Waking Giants
Article

Waking Giants

Giants are awakening. It’s all over the news: in newspapers, magazines and television news shows. And it’s not only in the popular media that our attention is being drawn to them. Professional journals and in-depth television documentaries are also signalling the development of new and powerful economic structures. In the forefront of these, of course, it is China that is truly stunning everyone with amazement. That country’s economy grew last year, for the third in a row, by 10% - a percentage the old economies only dream of. From coverage in the popular media one can get the creepy feeling that the west should be afraid of new economic superpowers like China, India and other countries in Southeast Asia.


But giants are not necessarily scary or threatening. I feel for a more subtle and positive approach to these fast-growing economies. It’s only natural that China and others take their rightful place on the world economic stage, and therefore, because it’s an integral and very important part of that economy, in geomatics too. I believe that ‘new’ economies are a positive factor in keeping the old ones sharp in terms of innovation and competition. That owners, managers and professionals in geomatics businesses in the new economies are doing exactly what owners, managers and professionals in the old economies are employed and get patted on the back for: being successful. Fair game.

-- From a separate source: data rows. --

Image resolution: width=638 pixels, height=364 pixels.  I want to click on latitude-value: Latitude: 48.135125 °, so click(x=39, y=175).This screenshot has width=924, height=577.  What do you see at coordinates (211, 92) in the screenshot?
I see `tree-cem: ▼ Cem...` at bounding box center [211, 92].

It might well be that the astonishment is somewhat less in geospatial, surveying, remote-sensing businesses than, let’s say, in the motor, agriculture or textile industries. Asia has been around for years in geomatics. Maybe a bit more in the background than the place they are demanding these days. But still. A little insight into the development of Asian self-consciousness concerning its rightful presence in the world of geomatics you can find in this month’s article by Shunji Murai of the Asian Association on Remote Sensing under the title For Asians, By Asians and with Asians. It shows that things did indeed get off to a quicker start in geomatics than in other sectors - the Association celebrated its 25th jubilee conference in 2005.

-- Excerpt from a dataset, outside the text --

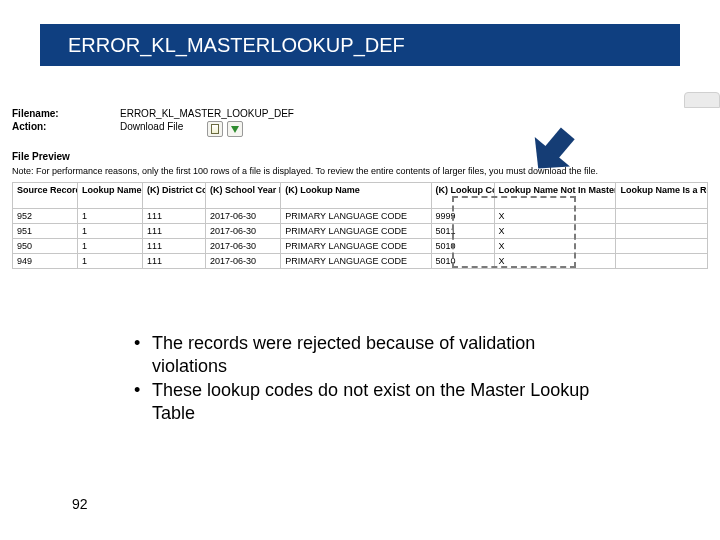 Image resolution: width=720 pixels, height=540 pixels. I want to click on col-header: Lookup Name Not In Master Lookup Def Tab…, so click(555, 196).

By the way, the above mentioned article is a modified version of a paper published in the Japanese Journal of Survey. GIM International on a regular basis exchanges articles with this magazine, showing how highly we value input from the east. In addition to this exchange we plan to keep an attentive eye on all developments within the gigantic new economies. We have always done this and will keep on doing so. For a magazine calling itself The Global Magazine in Geomatics, the natural way to go. Watch this space!